Screens threaten our kids’ well-being. The Legislature is fighting back | Opinion
As a licensed marriage and family therapist, I’ve spent over a decade helping teens and tweens navigate all the pressures of their lives. Increasingly, one issue dominates my conversations with young people: the toxic digital world they’re growing up in.
That’s why I’m heartened to see California lawmakers step up this year with a bold online safety legislative package. As a member of Mothers Against Media Addiction, I’m proud to support these bills — and I’m going to fight to make sure they become law.
Kids, tweens and teens spend more time online than ever before, with 95% saying they use social or video apps daily, and one in seven saying they’re online “almost constantly.” They are subjected to addictive algorithms, invasive surveillance, sexualized content and AI tools that weren’t developed with their welfare in mind.
I’ve seen teens spiral into depression due to constant comparison. Young people are often served eating disorder content, and can be made increasingly anxious by “doomscrolling” (the act of mindless, excessive scrolling, especially on social media) on TikTok and Instagram. Kids see chaos and destruction from around the world in real time, which is often delivered unsolicited by social media platforms.
If you’re not raising children right now, it may be difficult to fully understand just how overwhelming this issue has become. In families across the country, technology-fueled conflicts are straining relationships, eroding trust and turning daily life into a battleground that parents feel unequipped to win.
Two bills now moving through the California Legislature would offer critical help.
Artificial intelligence is shaping the future of child safety, and it’s dangerously underregulated. Senate Bill 243, introduced by Sen. Steve Padilla, D-San Diego, would help change that by prohibiting companies from deploying AI-powered chatbots unless they have safeguards. We’ve already seen AI chatbots engage kids in sexually explicit dialogue, show them how to electrocute themselves, tell them to lie to their parents in order to have sex with adults and even encourage them to end their own lives.
This technology is not ready for our kids.
“Our children are not lab rats for tech companies to experiment on at the cost of their mental health,” Padilla said when introducing his bill.
Meanwhile, Asm. Rebecca Bauer-Kahan’s Assembly Bill 56 would require warning labels on social media platforms. These labels wouldn’t ban anything, they would simply empower families with critical information. Just as we warn people about the dangers of smoking, we should warn them about the risks of spending hours a day on platforms that are linked to depression, anxiety and self-harm.
The Surgeon General recommended warning labels last year as an important part of the public health information campaign needed to reach the masses. AB 56 would require pop-up warnings after extended use — reminders to pause, log off and re-engage with real life. It’s a simple, common-sense step that meets this moment.
Both of these bills reflect what so many parents are desperate for: meaningful support. We are tired of having to monitor every device, every app and every setting alone. These two proposals wouldn’t solve every problem overnight, but they represent real, concrete steps toward making the online world safer for kids.
In the absence of federal regulation, California must lead. This is not a time for finger-pointing, it’s an all-hands-on-deck moment. Parents, teachers, school administrators, healthcare providers and lawmakers must come together to ensure this generation of children grows up safe, supported and mentally well.
Julie Frumin is a licensed marriage and family therapist working with teenagers and young adults in Westlake Village.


-- Activity --
Going through the entries below, tally the lines that hold the word "this" and state the result alone.

⁂

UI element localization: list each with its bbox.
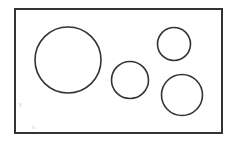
line-drawing-svg: y x [0,0,234,144]
y-axis-label: y [19,101,22,107]
bounding-rectangle [15,9,222,133]
circle-bottom-right [162,75,203,116]
circle-top-right [158,28,191,61]
circle-middle [112,62,149,99]
figure-canvas: y x [0,0,234,144]
circle-large [35,27,101,93]
x-axis-label: x [32,124,35,130]
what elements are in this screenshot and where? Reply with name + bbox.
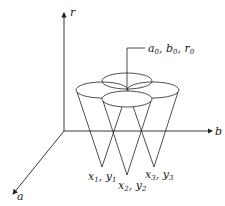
r-axis-label: r	[70, 6, 76, 19]
point-3-label: x3, y3	[145, 168, 174, 182]
a-axis-label: a	[17, 190, 24, 203]
center-point-label: a0, b0, r0	[148, 42, 195, 56]
cones	[76, 73, 179, 175]
cone-1-left-edge	[77, 92, 102, 167]
point-2-label: x2, y2	[118, 179, 147, 193]
cone-rim-front	[102, 91, 152, 107]
point-1-label: x1, y1	[88, 170, 116, 184]
cone-3-right-edge	[154, 92, 178, 167]
cone-2-right-edge	[127, 101, 151, 175]
cone-2-left-edge	[103, 101, 127, 175]
b-axis-label: b	[215, 125, 222, 138]
hough-cones-diagram: r b a a0, b0, r0 x1, y1 x2, y2 x3, y3	[0, 0, 225, 206]
a-axis	[13, 131, 64, 194]
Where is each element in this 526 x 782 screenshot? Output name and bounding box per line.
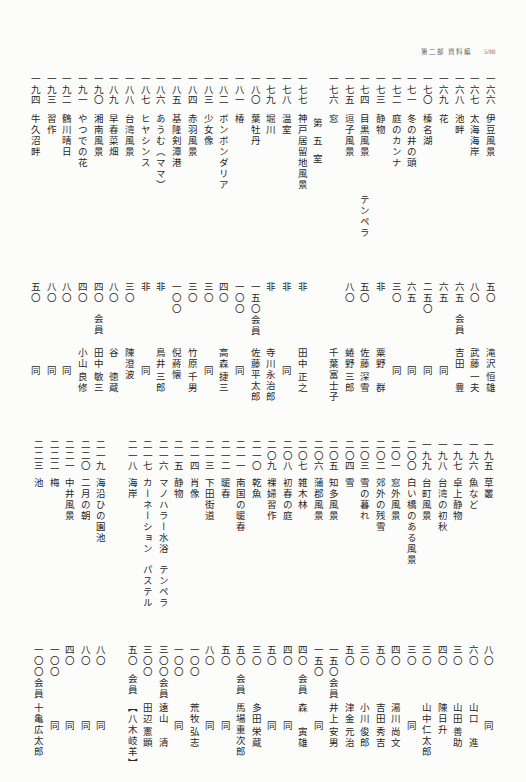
entry-artist: 津金 元治	[343, 703, 355, 749]
entry-title: 静物	[376, 114, 386, 136]
entry-title: 早春菜畑	[109, 114, 119, 158]
entry-title: ヒヤシンス	[140, 114, 150, 169]
catalog-entry: 二一一 南国の暖春 五〇 会員 馬場重次郎	[233, 440, 249, 760]
price-block: 一〇〇	[234, 282, 244, 315]
entry-title: 雪	[344, 478, 354, 489]
entry-price: 一〇〇	[189, 645, 199, 678]
entry-title: 白い橋のある風景	[406, 478, 416, 566]
running-header: 第二部 資料編 598	[421, 46, 496, 56]
artist-family-name: 山中仁太郎	[422, 703, 432, 758]
price-block: 三〇	[422, 645, 432, 674]
artist-family-name: 同	[49, 721, 59, 732]
entry-title: 温室	[281, 114, 291, 136]
artist-family-name: 佐藤平太郎	[250, 348, 260, 403]
price-block: 一〇〇	[172, 282, 182, 315]
artist-family-name: 鳥井	[156, 348, 166, 370]
entry-artist: 同	[172, 703, 184, 749]
entry-number: 一七九	[266, 74, 276, 106]
entry-price: 六五	[407, 282, 417, 314]
entry-artist: 多田 栄蔵	[250, 703, 262, 749]
artist-given-name: 徳蔵	[109, 372, 119, 394]
artist-given-name: 安男	[329, 727, 339, 749]
catalog-entry: 一八〇 葉牡丹 一五〇 会員 佐藤平太郎	[247, 74, 263, 404]
price-block: 三〇	[391, 282, 401, 314]
entry-artist: 田中 正之	[296, 348, 308, 394]
entry-title: あうむ（ママ）	[156, 114, 166, 191]
artist-family-name: 井上	[329, 703, 339, 725]
entry-artist: 佐藤平太郎	[249, 348, 261, 394]
price-block: 非	[297, 282, 307, 314]
entry-price: 六五	[454, 282, 464, 314]
entry-number: 一七三	[376, 74, 386, 106]
catalog-entry: 二〇五 知多風景 一五〇 会員 井上 安男	[326, 440, 342, 760]
entry-title: 暖春	[220, 478, 230, 500]
artist-given-name: 深雪	[360, 372, 370, 394]
member-mark: 会員	[127, 674, 137, 696]
entry-title: 郊外の残雪	[375, 478, 385, 533]
catalog-entry: 二〇一 窓外風景 四〇 湯川 尚文	[388, 440, 404, 760]
entry-price: 八〇	[96, 645, 106, 674]
entry-number: 二〇六	[313, 440, 323, 472]
artist-given-name: 千男	[187, 372, 197, 394]
member-mark: 会員	[454, 314, 464, 336]
entry-number: 二一七	[143, 440, 153, 472]
price-block: 四〇	[65, 645, 75, 674]
entry-artist: 寺川永治郎	[265, 348, 277, 394]
artist-family-name: 同	[140, 366, 150, 377]
artist-family-name: 滝沢	[485, 348, 495, 370]
artist-family-name: 竹原	[187, 348, 197, 370]
price-block: 八〇	[470, 282, 480, 314]
artist-family-name: 馬場重次郎	[236, 703, 246, 758]
entry-number: 一七四	[360, 74, 370, 106]
entry-title: 鶴川晴日	[62, 114, 72, 158]
entry-title: 知多風景	[329, 478, 339, 522]
entry-title: 二月の朝	[80, 478, 90, 522]
entry-number: 一八三	[203, 74, 213, 106]
entry-number: 二一九	[96, 440, 106, 472]
entry-artist: 山口 進	[467, 703, 479, 749]
entry-artist: 山中仁太郎	[420, 703, 432, 749]
entry-medium: テンペラ	[360, 195, 370, 239]
catalog-entry: 一八八 台湾風景 三〇 陳澄波	[122, 74, 138, 404]
entry-title: 赤羽風景	[187, 114, 197, 158]
catalog-entry: 二〇四 雪 五〇 津金 元治	[341, 440, 357, 760]
entry-price: 二五〇	[423, 282, 433, 315]
price-block: 三〇	[187, 282, 197, 314]
artist-given-name: 捷三	[219, 372, 229, 394]
entry-number: 一八八	[125, 74, 135, 106]
artist-family-name: 陳澄波	[125, 348, 135, 381]
artist-family-name: 同	[220, 721, 230, 732]
catalog-entry: 一八六 あうむ（ママ） 非 鳥井 三郎	[153, 74, 169, 404]
entry-price: 八〇	[80, 645, 90, 674]
artist-family-name: 【八木	[127, 703, 137, 736]
entry-title: 神戸居留地風景	[297, 114, 307, 191]
artist-given-name: 三郎	[344, 372, 354, 394]
entry-artist: 馬場重次郎	[234, 703, 246, 749]
price-block: 五〇	[30, 282, 40, 314]
entry-medium: パステル	[143, 565, 153, 609]
catalog-entry: 一九五 草叢 八〇 同	[481, 440, 497, 760]
artist-given-name: 俊郎	[360, 727, 370, 749]
entry-number: 二二〇	[80, 440, 90, 472]
entry-artist: 荒牧 弘志	[188, 703, 200, 749]
entry-artist: 同	[406, 348, 418, 394]
entry-title: 池畔	[454, 114, 464, 136]
artist-family-name: 田中	[297, 348, 307, 370]
entry-price: 三〇	[422, 645, 432, 674]
entry-price: 三〇	[203, 282, 213, 314]
artist-family-name: 田中	[93, 348, 103, 370]
catalog-entry: 二一八 海岸 五〇 会員 【八木 岐羊】	[124, 440, 140, 760]
artist-given-name: 恒雄	[485, 372, 495, 394]
entry-artist: 倪蔣懐	[170, 348, 182, 394]
entry-artist: 田辺 憲顕	[141, 703, 153, 749]
entry-title: 台町風景	[422, 478, 432, 522]
artist-family-name: 高森	[219, 348, 229, 370]
entry-price: 八〇	[205, 645, 215, 674]
entry-number: 二一五	[174, 440, 184, 472]
entry-title: 初春の庭	[282, 478, 292, 522]
price-block: 三〇〇	[143, 645, 153, 678]
entry-title: 伊豆風景	[485, 114, 495, 158]
entry-price: 五〇	[360, 282, 370, 314]
price-block: 非	[376, 282, 386, 314]
entry-price: 三〇	[453, 645, 463, 674]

⁂

-- Exercise answer --
2